The Impact of Breathing on Cognitive Performance
Breathing exerts a profound, physiological influence on both cognitive performance and decision-making, acting primarily through blood chemistry and nervous system regulation.
The Biochemical Mechanism: CO2 and Brain Fuel
Your breathing pattern is the primary regulator of carbon dioxide (CO2) in your blood, which directly controls the diameter of your blood vessels, including those supplying the brain. When chronic stress triggers habitual overbreathing, it depletes CO2 levels and produces a state called respiratory alkalosis. Because CO2 acts as a vasodilator, this depletion causes cerebral vasoconstriction, which literally restricts blood flow to the brain.
Research indicates that a 25% reduction in arterial CO2 (or even a drop of just a few millimetres of mercury) can reduce cerebral blood flow by 25% or more. This genuinely impairs the prefrontal cortex, which is the brain region responsible for strategic reasoning, impulse regulation, nuanced communication, and complex decision-making.
Cognitive Performance Deficits
Because overbreathing starves the brain of its necessary fuel, it forces the system to operate in a state of prolonged central hypoxia. This physiological impairment directly counteracts alertness and effective thinking. As a result, individuals may experience severe cognitive deficits, including:
- Poor concentration and memory lapses.
- Impaired motor coordination and slowed reaction times.
- Compromised judgment and general intellectual functioning.
- Mental fogginess and an inability to think clearly.
Impact on Decision-Making and Somatic Intelligence
Breathing also heavily influences the nervous system’s capacity to assess risk and make sound choices. Complex decision-making and long-term strategic reasoning are neurologically available only when the nervous system operates within its optimal arousal zone, known as the “Window of Tolerance”.
Furthermore, your visceral organs (including the lungs, gut, and heart) act as a massive biological computing system, sending 90% of the vagus nerve’s traffic upward to the brain to inform it about your environment. When poor breathing habits keep your body in a state of chronic sympathetic activation (fight-or-flight), your nervous system systematically misreads these internal sensations as threat data.
Because your neuroception (your subconscious threat-detection system) processes these internal physiological signals before your conscious mind has time to act, it generates false alarms. Consequently, decisions made under these conditions are not objective; they are systematically biased toward risk aversion, defensiveness, and avoidance.
By retraining your breathing, specifically adopting a slow, nasal, diaphragmatic pattern, you can normalise CO2 levels, restore optimal blood flow to the prefrontal cortex, and recalibrate your body’s threat-detection system. For this reason, clinical experts view the restoration of healthy breathing not just as a wellness goal, but as a literal “decision-making upgrade”.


- _DIRECTIONS FOR THIS TASK_
In the records, find every line with the word "counterclockwise" and copy it out.

- _Records from a dataset_
__________
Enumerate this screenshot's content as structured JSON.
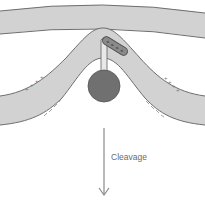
{
  "diagram": {
    "labels": {
      "cleavage": "Cleavage"
    },
    "charges": {
      "positive_symbol": "+",
      "negative_symbol": "–",
      "left_positive": "++++",
      "right_positive": "++++",
      "capsule_positive": "++++"
    },
    "colors": {
      "membrane_fill": "#d2d2d2",
      "membrane_stroke": "#6e6e6e",
      "stalk_fill": "#e8e8e8",
      "ball_fill": "#707070",
      "capsule_fill": "#8a8a8a",
      "arrow_color": "#8a8a8a",
      "background": "#ffffff"
    },
    "elements": [
      "upper-membrane",
      "curved-lower-membrane",
      "protein-stalk",
      "protein-globular-domain",
      "charged-helix",
      "cleavage-arrow"
    ]
  }
}
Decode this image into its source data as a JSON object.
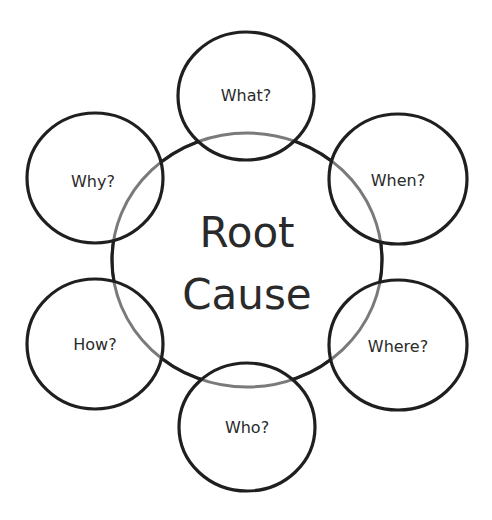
{
  "diagram": {
    "type": "hub-and-spoke",
    "background": "#ffffff",
    "stroke_color": "#1f1f1f",
    "inner_stroke_color": "#7a7a7a",
    "center": {
      "line1": "Root",
      "line2": "Cause"
    },
    "nodes": [
      {
        "id": "what",
        "label": "What?"
      },
      {
        "id": "when",
        "label": "When?"
      },
      {
        "id": "where",
        "label": "Where?"
      },
      {
        "id": "who",
        "label": "Who?"
      },
      {
        "id": "how",
        "label": "How?"
      },
      {
        "id": "why",
        "label": "Why?"
      }
    ]
  }
}
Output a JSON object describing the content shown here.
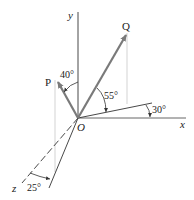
{
  "diagram": {
    "type": "3d-force-vectors",
    "origin_label": "O",
    "axes": [
      {
        "name": "x",
        "label": "x"
      },
      {
        "name": "y",
        "label": "y"
      },
      {
        "name": "z",
        "label": "z"
      }
    ],
    "vectors": [
      {
        "name": "P",
        "label": "P",
        "angle_label": "40°",
        "angle_ref": "from y axis"
      },
      {
        "name": "Q",
        "label": "Q",
        "angle_label": "55°",
        "angle_ref": "above projection plane line"
      }
    ],
    "angles": {
      "p_from_y": "40°",
      "q_elevation": "55°",
      "plane_from_x": "30°",
      "p_plane_from_z": "25°"
    },
    "colors": {
      "vector": "#7a7a7a",
      "axis": "#333333",
      "projection": "#bdbdbd"
    }
  }
}
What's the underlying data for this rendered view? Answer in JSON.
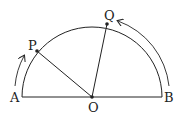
{
  "diagram": {
    "type": "semicircle-geometry",
    "labels": {
      "A": "A",
      "B": "B",
      "O": "O",
      "P": "P",
      "Q": "Q"
    },
    "points": {
      "A": [
        22,
        97
      ],
      "B": [
        162,
        97
      ],
      "O": [
        92,
        97
      ],
      "P": [
        37,
        51
      ],
      "Q": [
        107,
        24
      ]
    },
    "radius": 70,
    "segments": [
      [
        "A",
        "B"
      ],
      [
        "O",
        "P"
      ],
      [
        "O",
        "Q"
      ]
    ],
    "arrows": [
      {
        "name": "arrow-A-to-P",
        "direction": "counterclockwise along arc from A toward P"
      },
      {
        "name": "arrow-B-to-Q",
        "direction": "counterclockwise along arc from B toward Q"
      }
    ],
    "stroke_color": "#222222"
  }
}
__________
- _SOLVED EXERCISE_
        "direction": "counterclockwise along arc from A toward P"
        "direction": "counterclockwise along arc from B toward Q"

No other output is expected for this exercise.